Seeing the World in Black and White
Friday, July 17, 2009
By Wray Herbert
When the Chrysler car company released its new model Dodge Coronet in 1967, the theme of its ad campaign was the “White Hat Special.” Some of the ads featured cartoon cowboys riding around “keepin’ the prices low,” while others had the ubiquitous “Dodge Girl” in her signature white Stetson, chirping: “Only the good guys could put together a deal like this.”
These ads didn’t need any elaboration. Madison Avenue knew the potential buyers had all been raised on film and TV Westerns, and knew the symbolism of white hats. Roy Rogers, Gene Autry, the Lone Ranger—cinematic heroes wore white hats, and bad guys wore black. It was all very simple.
Simple, but maybe not all that original. The colors white and black have carried layers of moral meaning since long before American’ infatuation with cowboys and automobiles, and some scientists believe that those associations may be automatic and universal and ancient. Indeed, blackness and whiteness may be wired into our neurons, and tightly tangled up with notions of sin and virtue and cleanliness and dirt.
Two University of Virginia psychologists recently decided to explore this provocative idea in the laboratory. Gary Sherman and Gerald Clore wanted to know if common metaphors may be more than mere rhetorical devices, if in fact they might be deep embodiments of moral thinking. They decided to test the link between white and virtue (and black and sin) as part of this larger question.
To do this, the psychologists adapted a reaction-time test from the 1930s, called the Stroop Test. Readers may know this from the Internet, where it circulates as a kind of parlor game. It’s the one in which the names of colors are printed in different colors—say the word blue in yellow ink—and you must very rapidly indicate the ink color rather than the meaning. It’s hard, because our mind wants to read the word—and slow reaction time is taken as a sign of cognitive disconnect or conflict.
In Sherman and Clore’s version of the Stroop, volunteers read not the names of colors but words with strong moral overtones: greed and honesty, for example. Some of the words were printed in black and some in white, and they flashed rapidly on a screen. As with the original Stroop, a fast reaction time was taken as evidence that a connection was mentally automatic and natural; hesitation was taken as a sign that a connection didn’t ring true. The researchers wanted to see if the volunteers automatically linked immorality with blackness, as in black ink, and virtue with whiteness.
And they did, so quickly that the connections couldn’t possibly be deliberate. Just as we unthinkingly—almost unconsciously—“know” a lemon is yellow, we instantly know that sin and crime are black; grace and virtue, white.
Why would this be? Well, one possibility is that the metaphor is more complex, embodying not just right and wrong but purity and contagion, too. Think of the metaphor “new fallen snow”: It’s not only white, it’s virginal and unadulterated, like a wedding dress. And blackness not only discolors it; it stains it, taints its purity. With this in mind, the psychologists ran another experiment, adding this idea of contagion, feeling morally dirty. They deliberately primed some volunteers’ immoral thoughts by having them read a story about a self-serving, immoral lawyer, and compared them to volunteers primed for ethical thinking.
The idea was that people who were feeling morally dirty would be quicker to make the connection between immorality and blackness on the moral Stroop test, which is exactly what they found. And what’s more, they found this with much looser definitions of morality and immorality—including words like dieting, gossip, duty, partying, helping, and so forth. In other words, those primed for misbehavior linked blackness not only with crime and cheating but with being irresponsible, unreliable, self-centered slackers.
This is pretty convincing in itself, but the researchers wanted to look at the question yet another way. If the association between sin and blackness really does reflect a concern about dirt and impurity, then this association should be stronger for people who are preoccupied with purity and pollution. Such fastidiousness often manifests as personal cleanliness, and a proxy for personal cleansing might be the desire for cleaning products. They tested this string of psychological connections in a final study, again ending with the Stroop test.
The results were unambiguous. As reported on-line in the journal Psychological Science, those who expressed the strongest desire for an array of cleaning products were also those most likely to link morality with white, immorality with black. But here’s the really interesting part: The only products with this power were Dove soap and Crest toothpaste, products for personal cleanliness; things like Lysol and Windex did not activate the sin-blackness connection. In short, concerns about filth and personal hygiene appear central to seeing the moral universe in black and white.
For more insights into the quirks of human nature, visit the “We’re Only Human” blog at www.psychologicalscience.org/onlyhuman. Selections from the blog also appear regularly at Newsweek.com and in the magazine Scientific American Mind.
posted by Wray Herbert @ 4:16 PM
3 Comments:
Fascinating! Is there any work on the potential racial overtones of this?
Veddy veddy interesting. I plan to visit your blog often.
www.itsmewithocd.blogspot.com
As I understand it, some Eastern cultures have black or red wedding dresses. White is considered a symbol of mourning.
How does this play into the study here, that discusses the "automatic, universal, and ancient" black/white truths?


# EXERCISE DETAILS:
Your reply should hold every entry below exactly as written and none of the pictures.

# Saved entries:

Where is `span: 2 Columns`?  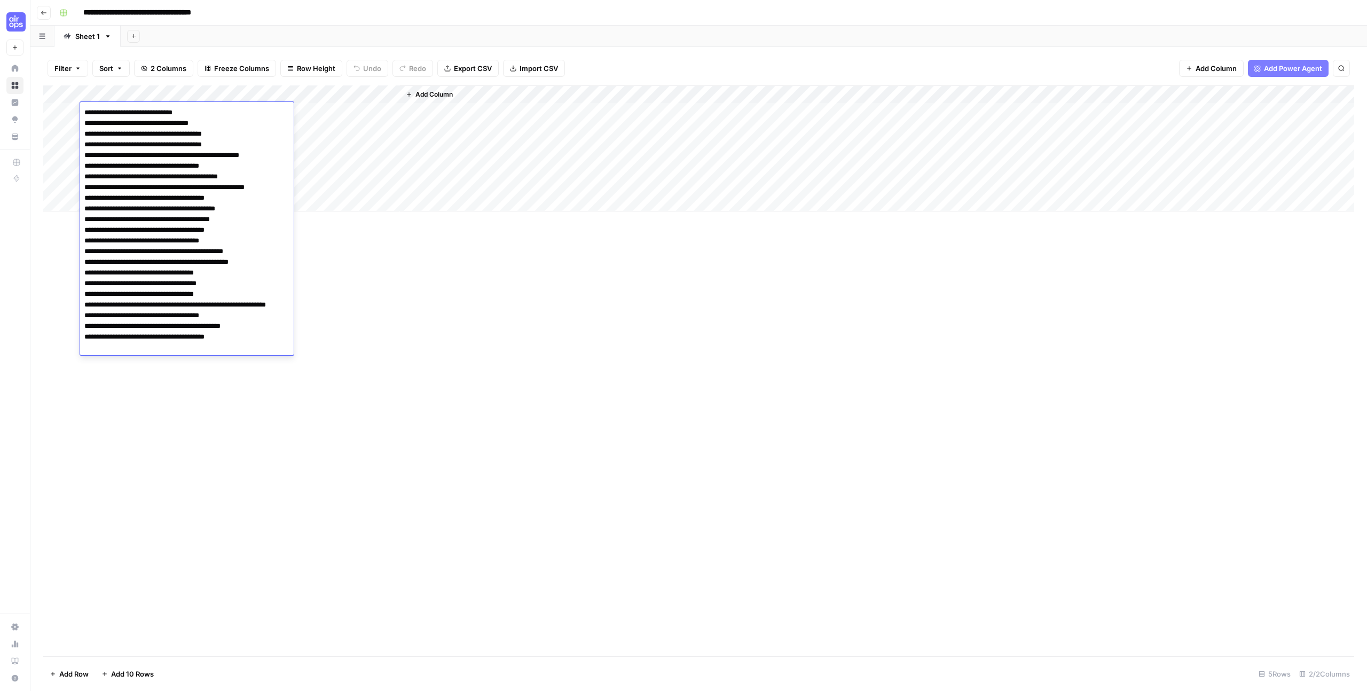
span: 2 Columns is located at coordinates (168, 68).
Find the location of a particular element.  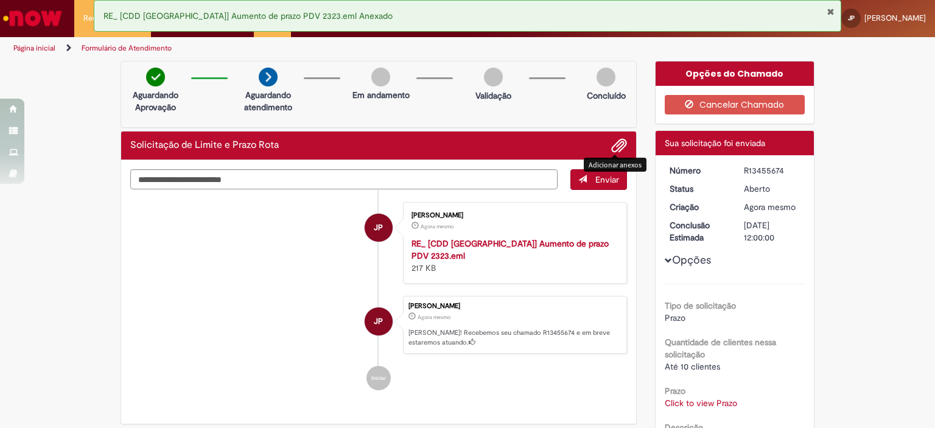

div: Adicionar anexos is located at coordinates (615, 164).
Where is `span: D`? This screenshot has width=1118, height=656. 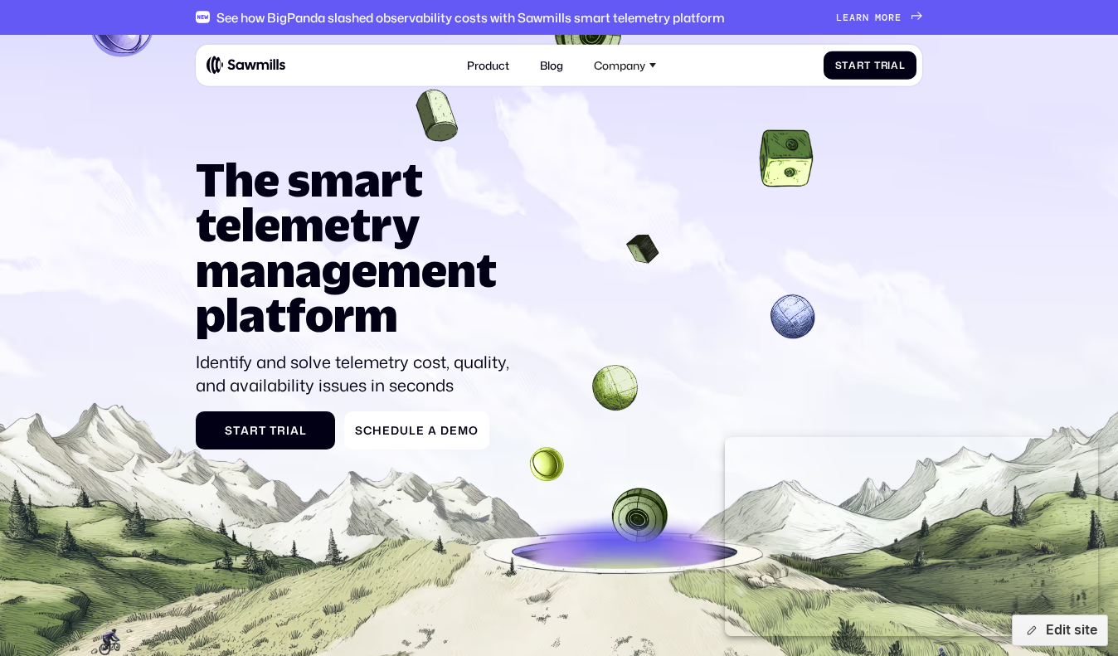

# TASK RESULT:
Where is `span: 2 Columns`?  
span: 2 Columns is located at coordinates (168, 68).
Find the location of a particular element.  

div: Adicionar anexos is located at coordinates (615, 164).
Where is `span: D`? This screenshot has width=1118, height=656. 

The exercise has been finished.